The Layered Runtime Model
Textagram separates every drawing into three independent layers: shapes (heavy box-drawing glyphs), connectors (light box-drawing glyphs and arrowheads), and text (freeform characters). Each layer tracks its own data and invariants — they never merge silently at runtime.
Shapes Layer
Shapes are the heavy box-drawing characters: corners, tees, crosses, and straight bars. They form the structural backbone of diagrams.
#[derive(Debug, Clone)]
pub struct ShapesLayer {
buffer: LayerBuffer,
}Connectors Layer
Connectors use light box-drawing glyphs and route between shapes using A*-style pathfinding. They are the most dynamic layer — rerouting when shapes move or resize.
#[derive(Clone, Debug)]
pub struct ConnectorsLayer {
buffer: LayerBuffer,
}Text Layer
Text lives in its own layer, with grapheme-aware storage that handles emoji, combining marks, and wide characters correctly.
#[derive(Clone, Debug)]
pub struct TextLayer {
width: u16,
height: u16,
cells: Vec<char>,
meta: Vec<TextCellMeta>,
}Composition Order
When rendering, layers compose in a specific order: shapes first, then text on top, then connectors on top of everything. Connectors are always visible, even when crossing over shapes or text.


### WORK ORDER
Track down every line below that holds "panel" and copy it.
*** Opening of THE RECORDS ***
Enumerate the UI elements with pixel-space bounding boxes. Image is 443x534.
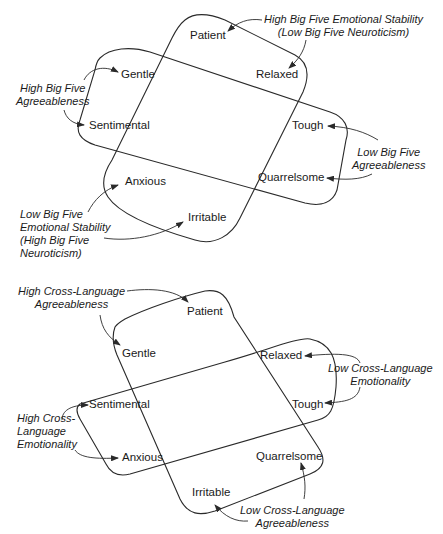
arrow-low-agree-to-tough bbox=[328, 126, 378, 140]
factor-low-agreeableness: Low Big Five Agreeableness bbox=[352, 146, 425, 172]
arrow-high-agree-to-patient bbox=[127, 290, 188, 302]
trait-patient: Patient bbox=[190, 29, 226, 42]
arrow-high-agree-to-gentle bbox=[100, 315, 120, 345]
factor-low-emotional-stability: Low Big Five Emotional Stability (High B… bbox=[20, 208, 111, 260]
trait-sentimental: Sentimental bbox=[89, 398, 150, 411]
trait-anxious: Anxious bbox=[125, 175, 166, 188]
factor-high-cross-emotionality: High Cross- Language Emotionality bbox=[17, 412, 77, 451]
trait-quarrelsome: Quarrelsome bbox=[256, 450, 322, 463]
trait-irritable: Irritable bbox=[188, 211, 226, 224]
trait-quarrelsome: Quarrelsome bbox=[258, 171, 324, 184]
trait-tough: Tough bbox=[292, 398, 323, 411]
arrow-high-agree-to-gentle bbox=[84, 68, 118, 80]
cross-language-diagram: Patient Gentle Relaxed Sentimental Tough… bbox=[0, 267, 443, 534]
trait-relaxed: Relaxed bbox=[256, 68, 298, 81]
factor-low-cross-agreeableness: Low Cross-Language Agreeableness bbox=[240, 504, 345, 530]
trait-gentle: Gentle bbox=[122, 347, 156, 360]
arrow-low-stability-to-irritable bbox=[104, 222, 183, 239]
arrow-high-stability-to-relaxed bbox=[289, 40, 306, 68]
trait-sentimental: Sentimental bbox=[89, 119, 150, 132]
trait-tough: Tough bbox=[292, 119, 323, 132]
trait-gentle: Gentle bbox=[121, 68, 155, 81]
arrow-high-emot-to-anxious bbox=[75, 450, 118, 458]
factor-high-emotional-stability: High Big Five Emotional Stability (Low B… bbox=[264, 13, 423, 39]
arrow-high-stability-to-patient bbox=[228, 19, 262, 31]
arrow-low-agree-to-quarrelsome bbox=[301, 463, 305, 499]
factor-low-cross-emotionality: Low Cross-Language Emotionality bbox=[328, 362, 433, 388]
big-five-diagram: Patient Relaxed Gentle Sentimental Tough… bbox=[0, 0, 443, 267]
trait-irritable: Irritable bbox=[192, 486, 230, 499]
trait-patient: Patient bbox=[187, 305, 223, 318]
factor-high-cross-agreeableness: High Cross-Language Agreeableness bbox=[18, 285, 125, 311]
arrow-low-emot-to-tough bbox=[325, 387, 360, 403]
trait-relaxed: Relaxed bbox=[260, 349, 302, 362]
trait-anxious: Anxious bbox=[122, 451, 163, 464]
arrow-low-agree-to-quarrelsome bbox=[327, 174, 372, 179]
factor-high-agreeableness: High Big Five Agreeableness bbox=[16, 82, 89, 108]
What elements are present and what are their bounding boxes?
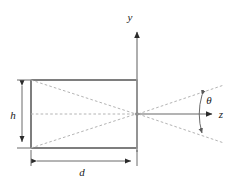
height-dimension bbox=[17, 80, 30, 148]
y-axis-label: y bbox=[127, 11, 133, 23]
left-cone-rays bbox=[31, 80, 136, 148]
theta-label: θ bbox=[206, 94, 212, 106]
z-axis-label: z bbox=[218, 108, 224, 120]
ray-lower-right bbox=[138, 114, 224, 143]
height-label: h bbox=[10, 109, 16, 121]
diagram-canvas: y z h d θ bbox=[0, 0, 236, 179]
depth-label: d bbox=[79, 166, 85, 178]
ray-top-left bbox=[31, 80, 136, 114]
ray-bottom-left bbox=[31, 114, 136, 148]
geometry-diagram: y z h d θ bbox=[0, 0, 236, 179]
depth-dimension bbox=[31, 150, 137, 166]
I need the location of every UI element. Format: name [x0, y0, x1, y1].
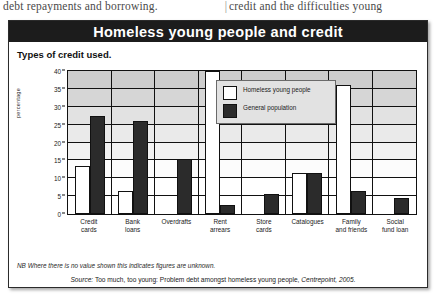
x-axis-tick-label: Familyand friends	[330, 218, 374, 234]
bar-general-population	[90, 116, 105, 214]
y-axis-tick-label: 35	[54, 86, 61, 90]
y-axis-tick-mark	[62, 195, 65, 196]
bar-homeless-young-people	[292, 173, 307, 214]
bar-homeless-young-people	[118, 191, 133, 214]
y-axis-tick-label: 20	[54, 140, 61, 144]
body-text-right-column: credit and the difficulties young	[229, 0, 436, 12]
chart-page: debt repayments and borrowing. | credit …	[0, 0, 436, 296]
bar-homeless-young-people	[75, 166, 90, 214]
body-text-left-column: debt repayments and borrowing.	[0, 0, 223, 12]
y-axis-tick-label: 0	[57, 211, 61, 215]
bar-general-population	[133, 121, 148, 214]
y-axis-tick-mark	[62, 213, 65, 214]
y-axis-tick-mark	[62, 70, 65, 71]
bar-homeless-young-people	[336, 85, 351, 214]
bar-general-population	[351, 191, 366, 214]
y-axis-tick-mark	[62, 87, 65, 88]
y-axis-tick-mark	[62, 177, 65, 178]
surrounding-body-text: debt repayments and borrowing. | credit …	[0, 0, 436, 17]
legend-label-homeless: Homeless young people	[243, 86, 311, 93]
x-axis-tick-label: Creditcards	[67, 218, 111, 234]
y-axis-tick-label: 15	[54, 157, 61, 161]
y-axis-tick-mark	[62, 141, 65, 142]
x-axis-tick-label: Socialfund loan	[373, 218, 417, 234]
y-axis-label: percentage	[15, 88, 21, 118]
chart-area: percentage 0510152025303540 Homeless you…	[15, 66, 421, 244]
legend-item-homeless: Homeless young people	[223, 86, 330, 100]
source-prefix: Source:	[70, 276, 93, 283]
y-axis-tick-mark	[62, 159, 65, 160]
x-axis-labels: CreditcardsBankloansOverdraftsRentarrear…	[67, 218, 417, 234]
y-axis-tick-mark	[62, 105, 65, 106]
legend-swatch-icon-homeless	[223, 86, 237, 100]
figure-panel: Homeless young people and credit Types o…	[8, 20, 428, 288]
x-axis-tick-label: Catalogues	[286, 218, 330, 234]
bar-group	[68, 71, 112, 214]
bar-general-population	[177, 159, 192, 214]
bar-group	[373, 71, 417, 214]
y-axis-tick-label: 30	[54, 104, 61, 108]
bar-general-population	[307, 173, 322, 214]
bar-general-population	[220, 205, 235, 214]
source-text: Too much, too young: Problem debt amongs…	[95, 276, 300, 283]
chart-legend: Homeless young people General population	[216, 80, 336, 124]
source-publisher: Centrepoint, 2005.	[301, 276, 355, 283]
source-line: Source: Too much, too young: Problem deb…	[9, 276, 427, 283]
chart-subtitle: Types of credit used.	[17, 49, 427, 60]
legend-swatch-icon-general	[223, 104, 237, 118]
x-axis-tick-label: Rentarrears	[198, 218, 242, 234]
legend-item-general: General population	[223, 104, 330, 118]
x-axis-tick-label: Overdrafts	[155, 218, 199, 234]
y-axis-tick-label: 40	[54, 68, 61, 72]
y-axis-tick-mark	[62, 123, 65, 124]
y-axis: 0510152025303540	[45, 66, 65, 217]
bar-general-population	[264, 194, 279, 214]
plot-region: Homeless young people General population	[67, 70, 417, 215]
legend-label-general: General population	[243, 104, 296, 111]
y-axis-tick-label: 5	[57, 193, 61, 197]
bar-group	[155, 71, 199, 214]
bar-general-population	[394, 198, 409, 214]
panel-title: Homeless young people and credit	[9, 21, 427, 42]
y-axis-tick-label: 10	[54, 175, 61, 179]
y-axis-tick-label: 25	[54, 122, 61, 126]
x-axis-tick-label: Bankloans	[111, 218, 155, 234]
x-axis-tick-label: Storecards	[242, 218, 286, 234]
chart-note: NB Where there is no value shown this in…	[17, 262, 427, 269]
bar-group	[112, 71, 156, 214]
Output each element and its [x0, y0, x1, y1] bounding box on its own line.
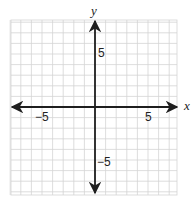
y-tick-label-neg5: −5	[97, 155, 111, 169]
y-tick-label-pos5: 5	[98, 46, 105, 60]
y-axis-label: y	[89, 3, 97, 18]
x-tick-label-neg5: −5	[35, 110, 49, 124]
x-tick-label-pos5: 5	[145, 110, 152, 124]
coordinate-plane: x y −5 5 5 −5	[0, 0, 191, 203]
x-axis-label: x	[183, 98, 190, 113]
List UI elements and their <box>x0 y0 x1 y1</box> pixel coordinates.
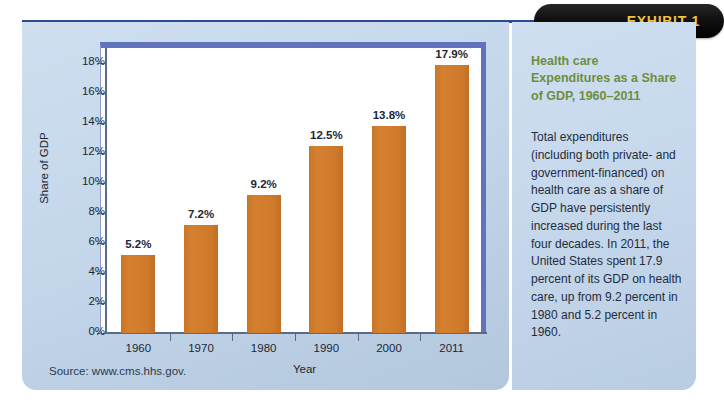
bar <box>372 126 406 333</box>
bar <box>247 195 281 333</box>
x-axis-tick <box>420 334 421 341</box>
bar <box>435 65 469 334</box>
x-axis-tick-label: 2000 <box>354 342 424 354</box>
exhibit-title: Health care Expenditures as a Share of G… <box>531 53 677 105</box>
y-axis-tick-label: 0% <box>45 325 105 337</box>
x-axis-tick-label: 1990 <box>291 342 361 354</box>
y-axis-title: Share of GDP <box>38 98 50 238</box>
bar-value-label: 12.5% <box>291 129 361 141</box>
bar-value-label: 17.9% <box>417 48 487 60</box>
source-note: Source: www.cms.hhs.gov. <box>49 365 186 377</box>
chart-panel: 0%2%4%6%8%10%12%14%16%18% 5.2%7.2%9.2%12… <box>22 22 509 390</box>
x-axis-line <box>105 332 487 334</box>
bar <box>309 146 343 334</box>
y-axis-tick-label: 4% <box>45 265 105 277</box>
y-axis-tick-label: 10% <box>45 175 105 187</box>
x-axis-title-text: Year <box>293 363 316 375</box>
x-axis-tick-label: 1960 <box>103 342 173 354</box>
x-axis-tick <box>295 334 296 341</box>
y-axis-tick-label: 12% <box>45 145 105 157</box>
y-axis-line <box>105 48 107 334</box>
y-axis-tick-label: 18% <box>45 55 105 67</box>
bar-value-label: 5.2% <box>103 238 173 250</box>
exhibit-body-text: Total expenditures (including both priva… <box>531 129 683 342</box>
x-axis-tick-label: 1970 <box>166 342 236 354</box>
bar-value-label: 7.2% <box>166 208 236 220</box>
y-axis-tick-label: 14% <box>45 115 105 127</box>
exhibit-text-panel: Health care Expenditures as a Share of G… <box>512 22 696 390</box>
y-axis-tick-label: 6% <box>45 235 105 247</box>
bar <box>121 255 155 333</box>
y-axis-tick-label: 8% <box>45 205 105 217</box>
x-axis-tick-label: 2011 <box>417 342 487 354</box>
x-axis-tick <box>232 334 233 341</box>
y-axis-tick-label: 2% <box>45 295 105 307</box>
bar-value-label: 13.8% <box>354 109 424 121</box>
x-axis-tick-label: 1980 <box>229 342 299 354</box>
x-axis-tick <box>358 334 359 341</box>
bar-value-label: 9.2% <box>229 178 299 190</box>
x-axis-tick <box>170 334 171 341</box>
y-axis-tick-label: 16% <box>45 85 105 97</box>
bar <box>184 225 218 333</box>
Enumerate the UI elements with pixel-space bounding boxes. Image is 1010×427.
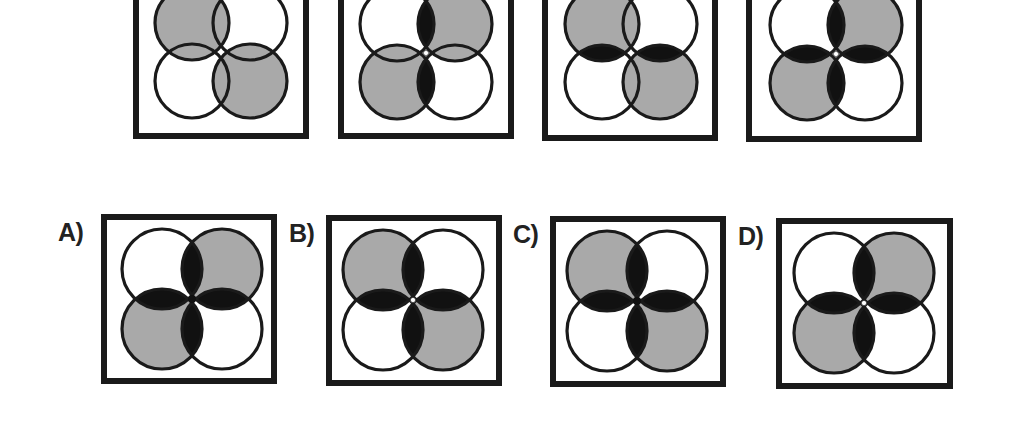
- center-dot: [410, 297, 415, 302]
- sequence-figure-1: [136, 0, 306, 136]
- sequence-figure-2: [341, 0, 511, 136]
- option-label-d[interactable]: D): [738, 224, 763, 249]
- option-figure-2[interactable]: [329, 218, 499, 383]
- center-dot: [861, 300, 866, 305]
- center-black: [633, 297, 641, 305]
- puzzle-canvas: [0, 0, 1010, 427]
- center-dot: [833, 51, 838, 56]
- option-label-b[interactable]: B): [289, 221, 314, 246]
- option-label-c[interactable]: C): [513, 222, 538, 247]
- sequence-figure-3: [545, 0, 715, 138]
- center-black: [188, 295, 196, 303]
- option-figure-4[interactable]: [779, 221, 950, 386]
- option-figure-3[interactable]: [553, 219, 723, 384]
- sequence-figure-4: [749, 0, 919, 139]
- option-label-a[interactable]: A): [58, 220, 83, 245]
- option-figure-1[interactable]: [104, 217, 274, 381]
- puzzle-stage: A)B)C)D): [0, 0, 1010, 427]
- center-dot: [423, 50, 428, 55]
*** Close of THE RECORDS ***
### OUTPUT FOR THIS TASK
figure-panel: Homeless young people and credit Types o…	[8, 20, 428, 288]
panel-title: Homeless young people and credit	[9, 21, 427, 42]
chart-panel: 0%2%4%6%8%10%12%14%16%18% 5.2%7.2%9.2%12… <box>22 22 509 390</box>
exhibit-text-panel: Health care Expenditures as a Share of G… <box>512 22 696 390</box>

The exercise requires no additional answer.